Earlier this year, his firm hosted two dinner seminars. Attendance was light — which, frankly, is becoming more common — but the outcome mattered far more than the headcount.

They generated ten appointments. Nine were virtual. Only one was in person.

More importantly, every virtual meeting was handled by a team member — not the owner. That was intentional. It freed him up, validated his team, and kept the process moving.

That single shift changed the way time was allocated inside the firm.

Shortening the Sales Cycle — and the Calendar

The firm also reduced its sales process from three appointments down to two. How?

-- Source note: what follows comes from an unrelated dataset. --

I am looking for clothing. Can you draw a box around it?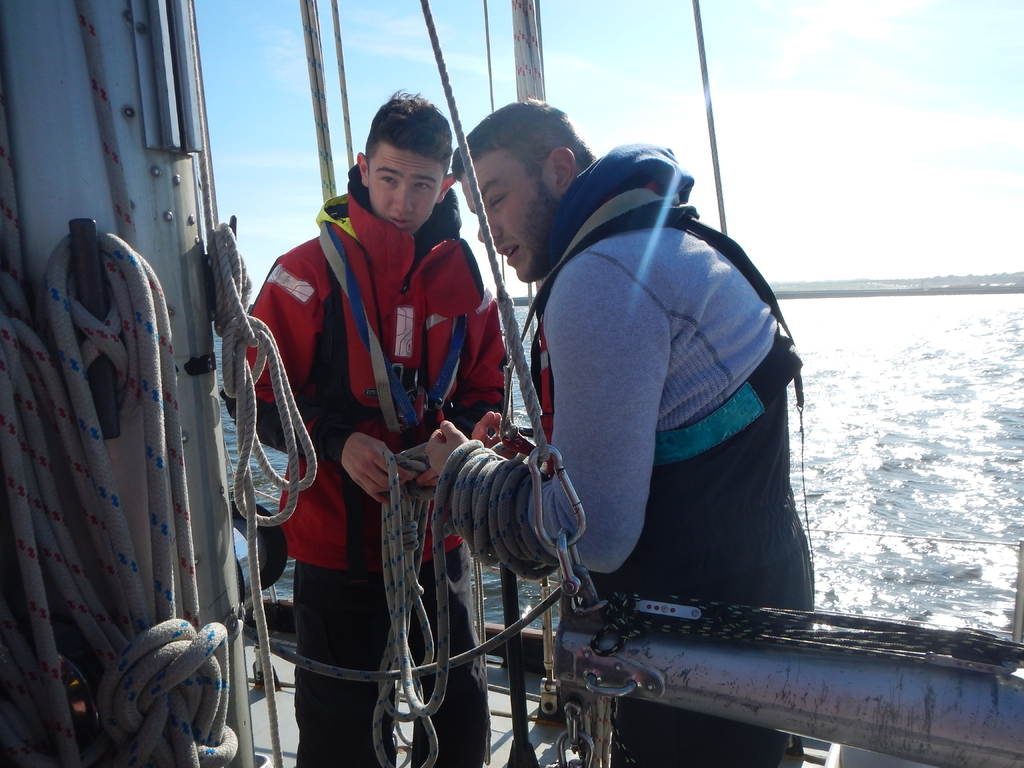
Sure, the bounding box is locate(465, 128, 823, 653).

  • Clear pre-qualification questions
  • Direct conversations about whether prospects were actually open to change
  • A structured “summary of recommendations” used consistently

The immediate impact? Roughly 200 meetings were removed from the owner’s calendar — meetings that never should have been there in the first place.

Less activity. Better outcomes.

Better Process Closes Bigger Cases

Shortly after implementing the new process, the advisor and a team member presented using the summary of recommendations format.

They closed a $1.6 million case on the spot.

No theatrics. No long sales cycle. No overexplaining.

They walked through the document, referenced a brief eMoney review, and let the process do the work.

Since then, every presentation using that same framework resulted in a “yes.”

The Real Lesson

None of this was new.

These were changes we had discussed over the course of more than a year. The hesitation wasn’t about understanding — it was about comfort.

The existing process worked… until it didn’t.

Once the advisor committed to implementing the changes:

  • He closed more business in less time
  • His team took on more responsibility
  • His schedule opened up
  • His stress dropped

The growth was already available. He was just standing in the way of it.

So Ask Yourself the Hard Question

Are you the bottleneck in your firm?

Are you holding onto processes because they feel familiar — not because they’re effective?

Growth doesn’t usually require more effort. It requires different behavior.

And sometimes, the biggest obstacle to scaling isn’t your market, your team, or your clients.